Catastrophic anthropogenic global warming, however, is the biggest offender when it comes to abusing our tendency to trust claims of scientific expertise abused to promote an ideological aim. Our current knowledge of global climate, a complex system of intricate feedback loops we do not yet understand, cannot justify the radical, and exorbitantly expensive, policies for eliminating the carbon-based energy on which modern economies and human well-being depend. And the research behind this 100-year-old hypothesis is short on empirical evidence and over-reliant on “models” in which imprecise data are given a specific value that just happens always to confirm the researcher’s a priori conclusion––just as we are currently witnessing with the modeling used to predict the lethality of the coronavirus, or the efficacy of an historically unprecedented lockdown.
In other words, the progressive idea that objective, scientifically established facts can be used to craft policy is a chimera when it comes to human beings and their political, personal, and social identities, motivations, and behavior. Science works in a world determined by the laws of nature written in the language of mathematics. But we are not determined: Not by our genes, the economy, society, or who owns the means of production. We are spontaneous, unpredictable, unique, and free––“free enough to die of freedom,” as Luc Ferry put it. That complexity and unpredictability belie the pretensions of technocracy and its vision of progressive improvement until we reach the utopia of “social justice.” We’ve been down that road with Marxism and its “scientific history,” and it’s a road lined with mountains of corpses.

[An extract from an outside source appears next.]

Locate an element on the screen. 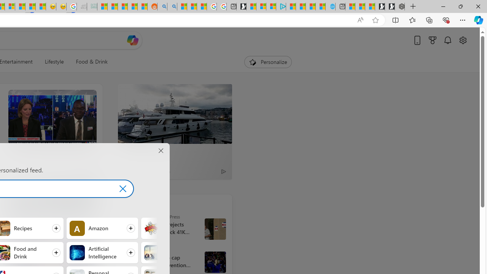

Hence the self-proclaimed “brights” who want “experts” to guide us through “science-based policies” are profoundly ignorant about the human condition and its nonnegotiable flaws and contingencies. Practical wisdom, tradition, faith, philosophy, and the historical record of human folly and failure are much better guides than science, much less scientism. But when it comes to such wisdom, our arrogant “brights” are pretty dim.